Of rhizomes, those systems of roots and stems spreading in soil underground; how they hold on to their hoard of nutrients and starches to keep the plant alive even through long, hostile seasons— Perennate: what they do to survive the in-between time after leaves have dwindled to rot and all the fruit that can be gathered from the trees are kept in dry, cool cellars or boiled till their bright silk dissolves into syrup. I sense them unfurl beneath, latticing their nodes against the long darkness ahead and lacing pale fingers around rough skins. Of turmeric and ginger and the deep-tinted hearts of beet, the tight-curled fists of iris— I want to know how they can trust so completely in that idea of return, even as animals turn fields into stubble and bees begin their clustered pulsing to give their heat to the hive. Here, where we feed each other to keep alive, I am wary and always watching for any sign you might slip away without me into that room soundproofed with loam, un- windowed: for how would I break its walls without breaking?

Poet Luisa A. Igloria (website) is the 2023 Immigrant Writing Series prize winner for Caulbearer: Poems (due out from Black Lawrence Press in 2024), and Co-Winner of the 2019 Crab Orchard Open Competition in Poetry for Maps for Migrants and Ghosts (Southern Illinois University Press, September 2020). She was appointed Poet Laureate of the Commonwealth of Virginia for 2020-22, and in 2021 received 1 of 23 Poet Laureate Fellowships from the Academy of American Poets and the Mellon Foundation. She is the winner of the 2015 Resurgence Prize (UK), the world’s first major award for ecopoetry, selected by former UK poet laureate Sir Andrew Motion, Alice Oswald, and Jo Shapcott. She is the author of What is Left of Wings, I Ask (2018 Center for the Book Arts Letterpress Chapbook Prize, selected by former US Poet Laureate Natasha Trethewey); Bright as Mirrors Left in the Grass (Kudzu House Press eChapbook selection for Spring 2015), Ode to the Heart Smaller than a Pencil Eraser (Utah State University Press, 2014 May Swenson Prize), Night Willow (Phoenicia Publishing, 2014), The Saints of Streets (University of Santo Tomas Publishing House, 2013), Juan Luna’s Revolver (2009 Ernest Sandeen Prize, University of Notre Dame Press), and nine other books. She is a member of the core faculty of the MFA Creative Writing Program at Old Dominion University which she directed from 2009-2015; she also teaches classes at The Muse Writers’ Center in Norfolk. In 2018, she was the inaugural Glasgow Distinguished Writer in Residence at Washington and Lee University. When she isn’t writing, reading, or teaching, she cooks with her family, knits, hand-binds books, and listens to tango music.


# WHAT TO PRODUCE
For each line in the data below that has the word "reduction", copy that line.

Data excerpts:
* * * * *

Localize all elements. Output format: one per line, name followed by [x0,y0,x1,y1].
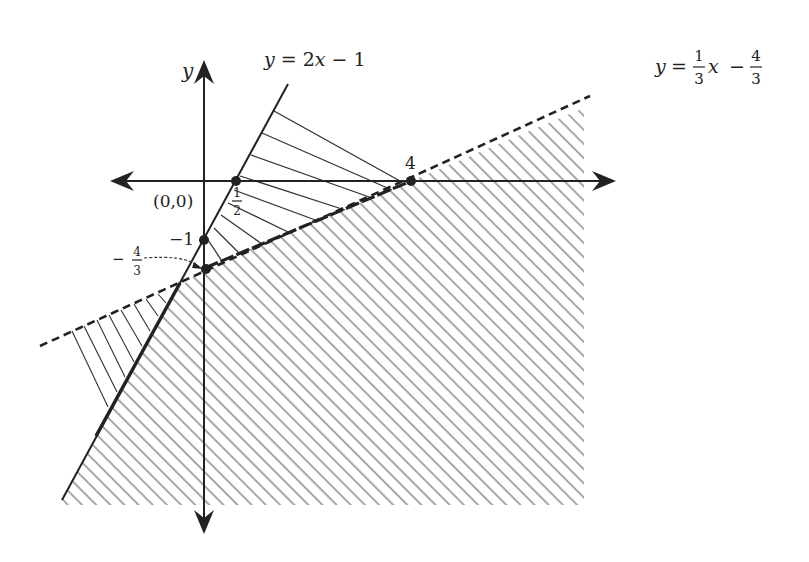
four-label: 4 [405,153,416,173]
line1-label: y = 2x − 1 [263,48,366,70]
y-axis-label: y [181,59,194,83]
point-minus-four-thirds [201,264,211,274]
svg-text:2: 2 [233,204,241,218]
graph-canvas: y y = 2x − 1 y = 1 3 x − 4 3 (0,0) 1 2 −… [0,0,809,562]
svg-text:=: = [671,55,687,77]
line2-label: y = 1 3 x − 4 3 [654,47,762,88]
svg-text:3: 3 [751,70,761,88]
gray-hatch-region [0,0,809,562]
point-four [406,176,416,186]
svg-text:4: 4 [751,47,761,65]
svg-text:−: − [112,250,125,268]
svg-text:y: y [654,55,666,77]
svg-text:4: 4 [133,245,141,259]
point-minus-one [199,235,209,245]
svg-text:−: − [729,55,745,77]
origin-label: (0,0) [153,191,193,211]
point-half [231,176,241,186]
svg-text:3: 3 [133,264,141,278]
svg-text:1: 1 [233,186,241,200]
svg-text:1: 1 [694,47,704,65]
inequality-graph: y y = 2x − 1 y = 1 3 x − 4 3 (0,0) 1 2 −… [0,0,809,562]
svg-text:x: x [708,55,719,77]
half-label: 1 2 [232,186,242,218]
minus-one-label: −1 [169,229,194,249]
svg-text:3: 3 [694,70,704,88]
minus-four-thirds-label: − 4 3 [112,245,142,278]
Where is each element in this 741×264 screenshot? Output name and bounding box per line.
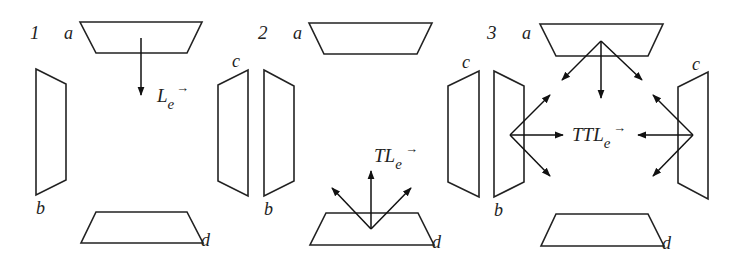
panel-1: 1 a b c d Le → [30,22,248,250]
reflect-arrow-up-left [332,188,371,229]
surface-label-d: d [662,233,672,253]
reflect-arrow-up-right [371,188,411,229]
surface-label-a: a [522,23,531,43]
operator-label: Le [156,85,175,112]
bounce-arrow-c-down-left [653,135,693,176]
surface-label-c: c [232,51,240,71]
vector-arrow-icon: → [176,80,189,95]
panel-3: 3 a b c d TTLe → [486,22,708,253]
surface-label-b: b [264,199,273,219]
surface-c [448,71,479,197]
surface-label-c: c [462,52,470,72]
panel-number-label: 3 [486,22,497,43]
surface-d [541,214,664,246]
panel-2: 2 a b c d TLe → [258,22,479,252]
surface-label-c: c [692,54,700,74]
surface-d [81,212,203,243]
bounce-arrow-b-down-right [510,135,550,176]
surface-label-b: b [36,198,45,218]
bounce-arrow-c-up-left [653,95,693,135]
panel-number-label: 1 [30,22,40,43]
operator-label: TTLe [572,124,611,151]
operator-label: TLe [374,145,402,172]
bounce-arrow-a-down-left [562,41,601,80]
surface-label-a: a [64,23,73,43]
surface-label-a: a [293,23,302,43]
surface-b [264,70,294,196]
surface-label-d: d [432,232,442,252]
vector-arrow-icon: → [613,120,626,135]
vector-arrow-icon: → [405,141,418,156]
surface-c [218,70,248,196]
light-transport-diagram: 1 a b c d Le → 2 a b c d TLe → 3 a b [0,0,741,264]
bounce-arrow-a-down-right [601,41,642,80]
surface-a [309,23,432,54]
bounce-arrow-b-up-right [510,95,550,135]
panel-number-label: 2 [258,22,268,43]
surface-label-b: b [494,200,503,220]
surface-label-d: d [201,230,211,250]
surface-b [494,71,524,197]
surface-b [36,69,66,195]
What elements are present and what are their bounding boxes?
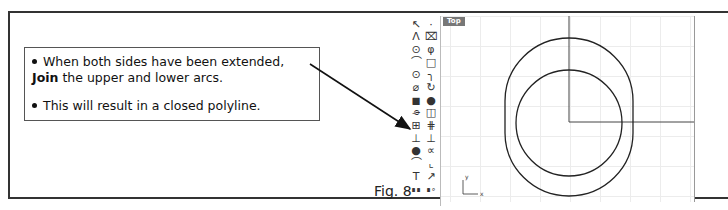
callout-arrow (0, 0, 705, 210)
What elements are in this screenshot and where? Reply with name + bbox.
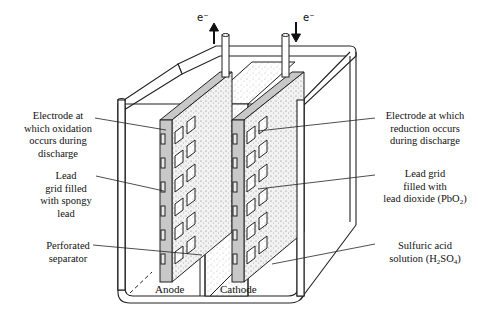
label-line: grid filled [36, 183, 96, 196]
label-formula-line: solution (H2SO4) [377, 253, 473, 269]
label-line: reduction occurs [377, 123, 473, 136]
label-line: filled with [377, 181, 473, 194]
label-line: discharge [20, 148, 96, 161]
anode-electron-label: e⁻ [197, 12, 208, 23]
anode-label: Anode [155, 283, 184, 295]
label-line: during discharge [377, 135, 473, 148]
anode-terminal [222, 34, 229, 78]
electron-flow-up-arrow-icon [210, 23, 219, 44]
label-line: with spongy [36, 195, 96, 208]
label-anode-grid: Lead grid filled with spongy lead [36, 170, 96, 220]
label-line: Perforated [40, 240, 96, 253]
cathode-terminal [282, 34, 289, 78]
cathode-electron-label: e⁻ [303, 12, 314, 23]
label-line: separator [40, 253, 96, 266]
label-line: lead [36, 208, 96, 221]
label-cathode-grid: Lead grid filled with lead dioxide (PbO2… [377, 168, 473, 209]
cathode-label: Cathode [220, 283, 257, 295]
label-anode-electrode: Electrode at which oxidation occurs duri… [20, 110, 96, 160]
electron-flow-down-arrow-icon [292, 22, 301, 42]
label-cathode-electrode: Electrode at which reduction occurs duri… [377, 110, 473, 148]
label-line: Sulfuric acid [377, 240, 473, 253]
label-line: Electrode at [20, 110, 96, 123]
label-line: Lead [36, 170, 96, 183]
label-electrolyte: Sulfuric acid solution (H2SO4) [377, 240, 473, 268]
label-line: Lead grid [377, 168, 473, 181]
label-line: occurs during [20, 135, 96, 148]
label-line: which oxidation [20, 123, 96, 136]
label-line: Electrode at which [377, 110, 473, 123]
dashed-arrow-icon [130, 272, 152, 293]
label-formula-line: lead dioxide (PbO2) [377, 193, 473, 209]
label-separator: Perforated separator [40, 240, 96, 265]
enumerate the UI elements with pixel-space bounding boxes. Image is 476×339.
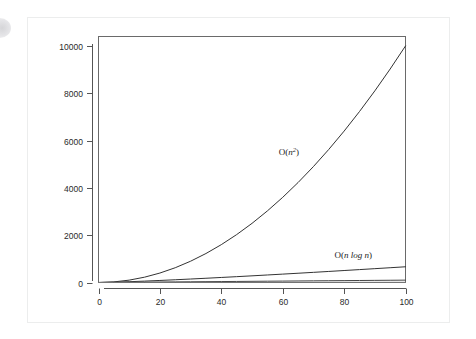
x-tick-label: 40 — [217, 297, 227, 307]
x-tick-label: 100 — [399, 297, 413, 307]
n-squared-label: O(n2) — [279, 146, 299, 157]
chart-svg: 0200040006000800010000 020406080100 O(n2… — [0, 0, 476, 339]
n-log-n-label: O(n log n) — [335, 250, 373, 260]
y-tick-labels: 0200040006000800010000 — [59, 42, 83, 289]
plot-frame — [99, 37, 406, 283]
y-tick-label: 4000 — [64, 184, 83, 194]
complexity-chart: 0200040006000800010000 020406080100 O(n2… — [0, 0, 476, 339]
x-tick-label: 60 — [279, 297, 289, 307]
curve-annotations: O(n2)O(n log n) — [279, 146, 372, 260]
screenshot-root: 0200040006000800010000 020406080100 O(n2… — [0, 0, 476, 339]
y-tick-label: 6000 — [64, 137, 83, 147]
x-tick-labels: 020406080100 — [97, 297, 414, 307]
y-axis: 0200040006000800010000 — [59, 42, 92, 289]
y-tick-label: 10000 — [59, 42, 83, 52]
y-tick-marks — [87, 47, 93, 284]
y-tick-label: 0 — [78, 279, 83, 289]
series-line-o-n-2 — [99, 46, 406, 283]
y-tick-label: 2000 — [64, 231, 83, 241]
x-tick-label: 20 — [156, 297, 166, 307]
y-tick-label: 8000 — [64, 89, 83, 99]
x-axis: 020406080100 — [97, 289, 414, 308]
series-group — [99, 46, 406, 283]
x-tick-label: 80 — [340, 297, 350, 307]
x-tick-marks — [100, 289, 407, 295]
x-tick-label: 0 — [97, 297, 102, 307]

* * * * *

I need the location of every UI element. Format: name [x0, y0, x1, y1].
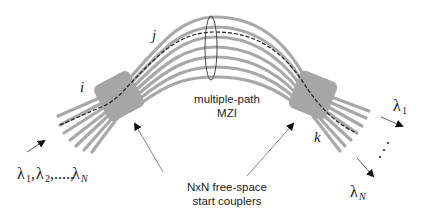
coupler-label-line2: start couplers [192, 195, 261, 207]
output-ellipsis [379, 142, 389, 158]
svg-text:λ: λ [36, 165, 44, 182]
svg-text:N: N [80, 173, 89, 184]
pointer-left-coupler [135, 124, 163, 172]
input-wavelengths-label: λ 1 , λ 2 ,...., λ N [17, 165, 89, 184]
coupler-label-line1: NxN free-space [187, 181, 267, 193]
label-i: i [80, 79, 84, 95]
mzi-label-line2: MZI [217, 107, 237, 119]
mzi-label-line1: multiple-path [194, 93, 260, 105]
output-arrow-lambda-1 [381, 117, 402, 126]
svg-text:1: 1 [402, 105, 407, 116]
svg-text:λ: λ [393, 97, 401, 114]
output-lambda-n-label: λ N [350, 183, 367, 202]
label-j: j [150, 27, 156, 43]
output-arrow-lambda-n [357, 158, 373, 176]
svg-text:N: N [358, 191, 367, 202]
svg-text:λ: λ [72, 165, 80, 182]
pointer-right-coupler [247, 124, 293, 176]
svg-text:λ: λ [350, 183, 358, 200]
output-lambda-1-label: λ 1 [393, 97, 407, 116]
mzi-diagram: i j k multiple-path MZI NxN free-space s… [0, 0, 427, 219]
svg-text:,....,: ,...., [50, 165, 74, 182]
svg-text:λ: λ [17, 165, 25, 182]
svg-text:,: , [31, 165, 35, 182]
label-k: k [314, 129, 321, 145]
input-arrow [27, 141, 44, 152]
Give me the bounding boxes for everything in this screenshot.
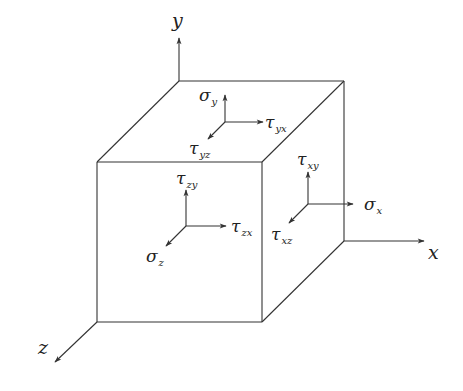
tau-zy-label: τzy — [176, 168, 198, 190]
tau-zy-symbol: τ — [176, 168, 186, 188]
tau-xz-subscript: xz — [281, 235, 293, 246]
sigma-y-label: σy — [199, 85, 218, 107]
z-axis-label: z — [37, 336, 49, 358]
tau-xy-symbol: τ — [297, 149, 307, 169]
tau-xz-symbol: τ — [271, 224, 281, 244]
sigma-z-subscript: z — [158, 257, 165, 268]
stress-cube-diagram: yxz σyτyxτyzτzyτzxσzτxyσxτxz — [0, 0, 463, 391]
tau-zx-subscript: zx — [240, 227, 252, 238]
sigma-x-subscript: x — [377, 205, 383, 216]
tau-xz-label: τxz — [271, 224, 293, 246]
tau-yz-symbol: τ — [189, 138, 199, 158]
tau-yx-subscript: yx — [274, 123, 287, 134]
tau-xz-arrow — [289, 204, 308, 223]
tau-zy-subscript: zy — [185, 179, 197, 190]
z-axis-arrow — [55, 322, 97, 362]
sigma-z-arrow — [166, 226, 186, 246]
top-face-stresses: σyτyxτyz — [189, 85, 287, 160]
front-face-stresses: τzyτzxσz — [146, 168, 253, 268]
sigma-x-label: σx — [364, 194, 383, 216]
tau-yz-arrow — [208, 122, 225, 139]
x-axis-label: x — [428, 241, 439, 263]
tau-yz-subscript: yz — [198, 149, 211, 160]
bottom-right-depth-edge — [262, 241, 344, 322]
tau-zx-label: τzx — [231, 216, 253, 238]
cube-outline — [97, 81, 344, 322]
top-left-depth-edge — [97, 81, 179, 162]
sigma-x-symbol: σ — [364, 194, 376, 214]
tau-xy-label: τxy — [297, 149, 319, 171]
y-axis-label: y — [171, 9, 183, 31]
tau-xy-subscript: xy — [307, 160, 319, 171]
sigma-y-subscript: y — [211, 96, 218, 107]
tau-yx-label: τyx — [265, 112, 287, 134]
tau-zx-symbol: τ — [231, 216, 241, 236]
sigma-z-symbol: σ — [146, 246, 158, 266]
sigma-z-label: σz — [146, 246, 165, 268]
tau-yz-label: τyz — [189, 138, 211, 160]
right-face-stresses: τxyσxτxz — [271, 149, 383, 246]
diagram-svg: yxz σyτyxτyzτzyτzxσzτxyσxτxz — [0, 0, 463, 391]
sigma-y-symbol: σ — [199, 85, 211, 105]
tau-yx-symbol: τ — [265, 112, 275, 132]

* * * * *

# TASK ANSWER
label-line: reduction occurs [377, 123, 473, 136]
label-cathode-electrode: Electrode at which reduction occurs duri… [377, 110, 473, 148]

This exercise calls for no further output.